Scope and timing. The scope is per-user and per-session. Digest generation happens on the next startup when the previous session has enough user turns and an LLM is available. Crystallization runs online during answering, gated to one saved crystallized insight per session unless failed attempts reset the gate. On the trace-derived survey, browzy sits in the symbolic artifact-learning branch: session traces can yield prose artifacts, but there is no stronger promotion ladder into rules, tests, validators, or learned parameters.
Curiosity Pass
The "compiled knowledge" story is real, but its authority is mixed. Raw-source compilation produces reusable wiki articles and a link graph, which is stronger than retrieval over a raw document pile. But the compiler's contradiction policy, source merging, and article quality are prompt obligations; deterministic checks catch broken links and missing fields, not semantic drift.
The SQLite index is well-scoped. It affects ranking and retrieval but does not become the canonical memory. That makes the design simpler to inspect than database-first memory systems, while still giving better search ergonomics than plain file traversal.
The schema file is powerful precisely because it is small. A 4000-character prose schema can shape both compilation and answering. The failure mode is that operators may treat it as enforceable configuration, when it is really a prompt prefix with no parser or validator.
The session-memory claims are thinner than the product language suggests. Full sessions are saved, digests can be generated, and one crystallized draft can be created from a multi-source answer. That is enough to count as trace-derived artifact learning, but not enough to count as a robust self-improving memory system.

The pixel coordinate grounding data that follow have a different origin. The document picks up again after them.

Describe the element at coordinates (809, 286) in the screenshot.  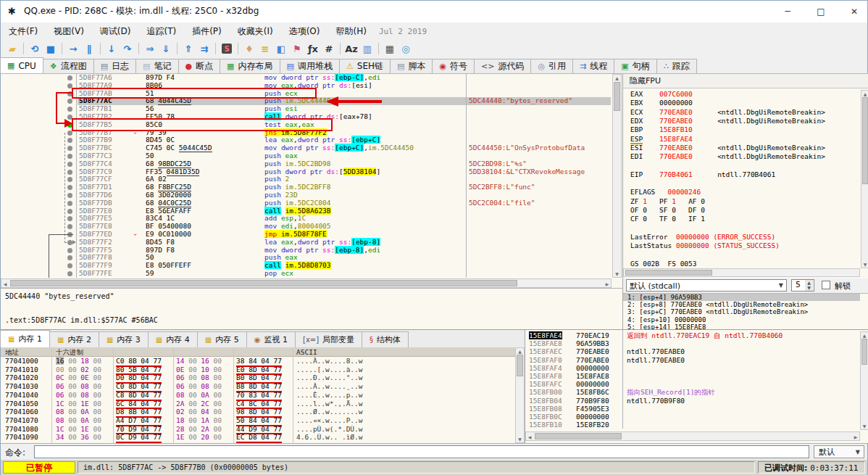
I see `stepper-arrows-icon: ▲▼` at that location.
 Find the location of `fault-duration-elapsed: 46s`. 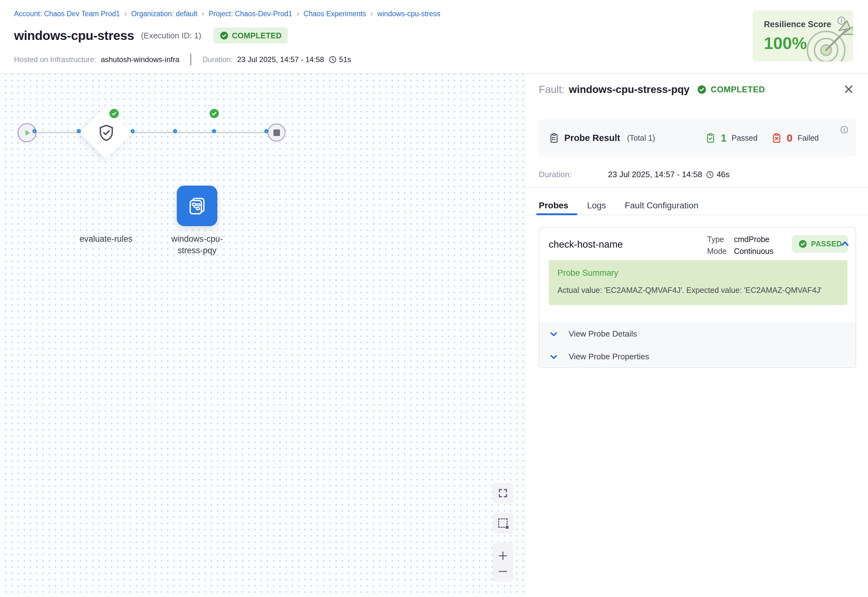

fault-duration-elapsed: 46s is located at coordinates (723, 174).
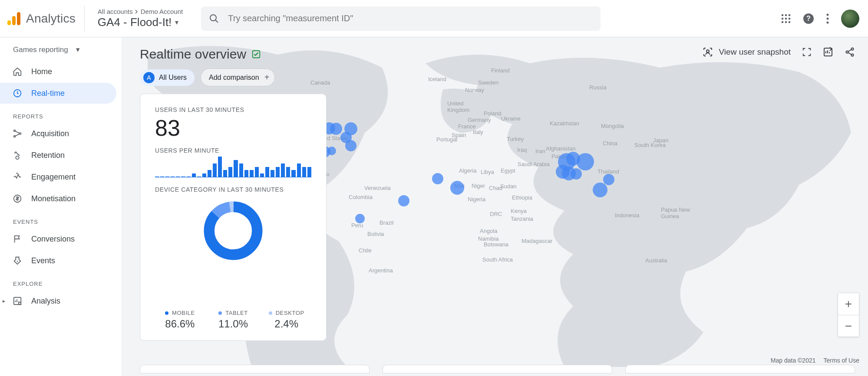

Conversation compaction appears under-integrated. compactConversation() can summarize older turns into a retained-looking summary, but the Ink app calls it without storing the returned compacted messages for future prompts (compactor.ts, app.tsx). As reviewed, compaction is more implemented helper than effective retained artifact.
What to Watch
- Whether
drafts/gains an explicit promotion workflow into reviewed wiki articles. - Whether digest articles are indexed consistently and given normal wiki frontmatter, or remain an optional side effect.
- Whether contradiction handling moves from prompt policy into a checked merge/review workflow.
- Whether
browzy.schema.mdgrows structured fields or validation, which would make it a stronger system-definition artifact. - Whether retrieval shifts from FTS and heuristic ranking toward embeddings or hybrid retrieval, and whether canonical markdown remains the source of truth.
- Whether linter output becomes actionable maintenance state rather than one-off terminal feedback.
Relevant Notes:
- Files beat a database for agent-operated knowledge bases — aligns: browzy keeps markdown articles canonical and uses SQLite as a derived index.
- A functioning knowledge base needs a workshop layer, not just a library — compares: browzy's raw/wiki/drafts/output data tree behaves like a queryable research workshop.
- Distillation is transformation not selection — exemplifies: raw sources are transformed into new compiled wiki articles before retrieval.
- Stale indexes are worse than no indexes — warns: browzy's FTS and
_index.jsonsurfaces are only trustworthy when kept synchronized with canonical markdown. - Memory design adds operational axes to artifact analysis — applies: browzy is clearest when raw sources, wiki articles, FTS index, schema, sessions, digests, and drafts are classified by substrate, form, lineage, and authority.
- LLM Wiki — compares: both compile raw material into markdown wiki articles, but browzy implements a TypeScript runtime and SQLite retrieval layer.